July 30, 1995

Article at Sunday Age

BUSINESS | Revitalised Australia Post delivers the good mail

By Wilson da Silva

IN THE age of fax machines, couriers, parcel companies, modems, the Internet and electronic mail, how can Australia Post hope to survive? By becoming a “communications department store”.

Or so it hopes. Facing an onslaught of competition from the information superhighway and aggressive local and foreign parcel companies, Australia Post has been working feverishly over the past few years to re-invent itself.

It has built up a retail consumer culture in its post offices, revitalised its parcel service and spent millions of dollars trying to get a toehold on the information superhighway. 

Most of the changes have occurred behind the scenes. But lately it has spread to the humble post office: the sultry look, glacial service and pen-pushing bureaucracy is being replaced by department store decor, bar-code scanners and smiling assistants.

They are called “Postshops”, and there are 400 of the outlets already, where post packs and other traditional items join greeting cards and stationery on display bins outside the counter.

It has also established postal centres for businesses, designed to concentrate on its corporate customers.

“It’s a lot more pleasant now to go into a post office than it was 10 years ago,” said Mr David Exel, manager of retail operations.

Since it metamorphosed from a government commission into the Australian Postal Corporation in 1989, Australia Post has undergone marked changes. Whereas five years ago mail centres sorted 1300 letters an hour by hand, a $50 million development program brought in new machinery that sorts 30, 000 letters an hour.

Industrial disputes have fallen from 1.5 work hours per employee to just under eight minutes. Productivity has been rising annually, hitting a high of 6.8 per cent last year.

A $70 million on-line electronic over-the-counter transactions system known as EPOS (electronic point of sale) was developed by Australia Post and is now considered a world leader. It is being marketed by the post office in partnership with the technology company Unisys, and has already been adopted in France, Germany and Scandinavian countries. Both the US and Italy are studying it.

Australia Post runs Australia’s largest bill paying and banking operation, processing an annual 150 million third- party transactions such as gas bills, almost three times the number five years ago.

Last week, Treasurer Ralph Willis launched the latest frontline: giroPost. An online electronic banking system, it allows the customers of seven participating banks and one building society to open accounts, deposit and withdraw cash, pay loans or credit card bills and check their account balances, all at the post office.

The service will be available in 2100 post offices this year, and more than 3000 by 1997.

It is on its extensive network of 4000 full-service outlets that Australia Post is undergoing a facelift. Rather than see them as a cost burden, Australia Post has turned them into the country’s largest retail network, leaping into the vacuum left by more than 500 bank branch closings in the past two years.

“We have the largest network in Australia by far, and within a few years it will be absolutely unique,” said Mr Exel.

Workers have taken to the new approach, according to Ms Laura Hibe, postal manager at the newest Postshop in the Quayside shopping centre in Frankston. The shop’s staff of 16 women serve up to 2000 customers a day. They even answer the phone after 5 pm, as Ms Hibe did for ‘The Sunday Age’.

While the information superhighway has cut some personal mail traffic, total postage use has continued to grow at 3 and 4 per cent a year for the past five years.

But Australia Post has not been content to sit on this gradual growth; it has also gone to war on the digital front too, with products like its electronic document interchange service EDIPost.

This allows a mail-order firm or a telephone company to send its billing and statement information via computer to a postal centre and Australia Post then delivers it to the customer.

On top of it all, a year ago the Federal Government removed Australia Post’s monopoly over every postal service except articles weighing under 250 grams. This has opened the floodgates to competition.

Australia Post is also looking at using its network to trial innovative products, or capture new retail sales. It is preparing to launch Book About, a series of locally published children’s books aimed at developing literacy. Coded according to literacy level from pre-school to adolescence, they will begin selling at post offices in August.

Executives say they are pleased with results of the modernisation program so far. The company has been making an annual before tax profit of $287.1 million and has a Triple-A credit rating.

WHAT’S NEW AT THE POST OFFICE

  • Banking: Commonwealth, Citibank, (and soon) Advance, Metway, Bendigo, Adelaide, Challenge, and the Home Building Society.
  • FaxPost: Letters are faxed overseas by Australia Post which the foreign post office delivers it in person.
  • EDIPost: (electronic document interchange): documents such as bills are sent via computer modem to Australia Post which sorts them electronically and has them printed out at the nearest postal centre to the addressee, and delivered in person.
  • Merchadise: Greeting cards, postcards, book about children’s literacy book series, travel picture books, stationery.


Task brief -> Transcribe each entry exactly, without pictures.

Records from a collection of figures
————————

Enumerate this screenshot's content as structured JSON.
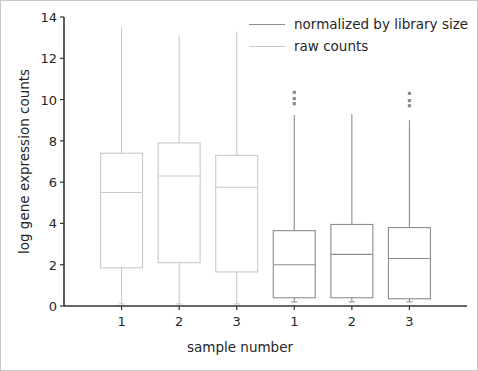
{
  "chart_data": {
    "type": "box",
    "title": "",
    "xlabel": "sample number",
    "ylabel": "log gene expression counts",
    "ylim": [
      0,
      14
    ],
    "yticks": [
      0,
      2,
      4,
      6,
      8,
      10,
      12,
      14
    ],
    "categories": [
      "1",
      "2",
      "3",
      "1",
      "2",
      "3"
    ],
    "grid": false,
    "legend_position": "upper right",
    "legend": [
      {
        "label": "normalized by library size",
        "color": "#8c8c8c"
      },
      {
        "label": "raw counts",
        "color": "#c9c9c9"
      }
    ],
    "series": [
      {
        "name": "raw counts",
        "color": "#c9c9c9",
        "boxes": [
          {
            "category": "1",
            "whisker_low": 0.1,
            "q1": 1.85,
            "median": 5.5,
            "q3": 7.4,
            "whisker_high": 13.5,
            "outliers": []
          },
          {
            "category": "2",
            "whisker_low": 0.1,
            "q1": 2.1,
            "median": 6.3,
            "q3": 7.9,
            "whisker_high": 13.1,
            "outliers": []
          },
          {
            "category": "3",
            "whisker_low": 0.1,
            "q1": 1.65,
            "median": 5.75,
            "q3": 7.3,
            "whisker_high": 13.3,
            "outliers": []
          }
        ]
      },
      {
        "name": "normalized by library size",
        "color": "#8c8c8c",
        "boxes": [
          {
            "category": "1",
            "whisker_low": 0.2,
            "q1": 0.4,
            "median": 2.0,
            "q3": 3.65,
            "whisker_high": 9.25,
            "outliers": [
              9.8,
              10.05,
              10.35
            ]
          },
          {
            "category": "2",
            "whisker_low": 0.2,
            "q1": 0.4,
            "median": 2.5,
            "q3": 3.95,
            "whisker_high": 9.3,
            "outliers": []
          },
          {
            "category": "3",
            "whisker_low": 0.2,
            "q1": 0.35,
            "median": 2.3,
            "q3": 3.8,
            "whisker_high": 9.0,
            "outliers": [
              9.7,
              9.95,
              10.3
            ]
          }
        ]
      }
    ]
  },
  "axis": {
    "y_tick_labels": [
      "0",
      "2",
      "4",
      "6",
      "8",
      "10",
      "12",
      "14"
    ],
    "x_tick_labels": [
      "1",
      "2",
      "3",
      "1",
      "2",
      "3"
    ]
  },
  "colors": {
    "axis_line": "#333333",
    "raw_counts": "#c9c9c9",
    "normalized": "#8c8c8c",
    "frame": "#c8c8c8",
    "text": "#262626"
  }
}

————————

Answer section ->
Enumerate this screenshot's content as structured JSON.
{
  "chart_data": {
    "type": "box",
    "title": "",
    "xlabel": "sample number",
    "ylabel": "log gene expression counts",
    "ylim": [
      0,
      14
    ],
    "yticks": [
      0,
      2,
      4,
      6,
      8,
      10,
      12,
      14
    ],
    "categories": [
      "1",
      "2",
      "3",
      "1",
      "2",
      "3"
    ],
    "grid": false,
    "legend_position": "upper right",
    "legend": [
      {
        "label": "normalized by library size",
        "color": "#8c8c8c"
      },
      {
        "label": "raw counts",
        "color": "#c9c9c9"
      }
    ],
    "series": [
      {
        "name": "raw counts",
        "color": "#c9c9c9",
        "boxes": [
          {
            "category": "1",
            "whisker_low": 0.1,
            "q1": 1.85,
            "median": 5.5,
            "q3": 7.4,
            "whisker_high": 13.5,
            "outliers": []
          },
          {
            "category": "2",
            "whisker_low": 0.1,
            "q1": 2.1,
            "median": 6.3,
            "q3": 7.9,
            "whisker_high": 13.1,
            "outliers": []
          },
          {
            "category": "3",
            "whisker_low": 0.1,
            "q1": 1.65,
            "median": 5.75,
            "q3": 7.3,
            "whisker_high": 13.3,
            "outliers": []
          }
        ]
      },
      {
        "name": "normalized by library size",
        "color": "#8c8c8c",
        "boxes": [
          {
            "category": "1",
            "whisker_low": 0.2,
            "q1": 0.4,
            "median": 2.0,
            "q3": 3.65,
            "whisker_high": 9.25,
            "outliers": [
              9.8,
              10.05,
              10.35
            ]
          },
          {
            "category": "2",
            "whisker_low": 0.2,
            "q1": 0.4,
            "median": 2.5,
            "q3": 3.95,
            "whisker_high": 9.3,
            "outliers": []
          },
          {
            "category": "3",
            "whisker_low": 0.2,
            "q1": 0.35,
            "median": 2.3,
            "q3": 3.8,
            "whisker_high": 9.0,
            "outliers": [
              9.7,
              9.95,
              10.3
            ]
          }
        ]
      }
    ]
  },
  "axis": {
    "y_tick_labels": [
      "0",
      "2",
      "4",
      "6",
      "8",
      "10",
      "12",
      "14"
    ],
    "x_tick_labels": [
      "1",
      "2",
      "3",
      "1",
      "2",
      "3"
    ]
  },
  "colors": {
    "axis_line": "#333333",
    "raw_counts": "#c9c9c9",
    "normalized": "#8c8c8c",
    "frame": "#c8c8c8",
    "text": "#262626"
  }
}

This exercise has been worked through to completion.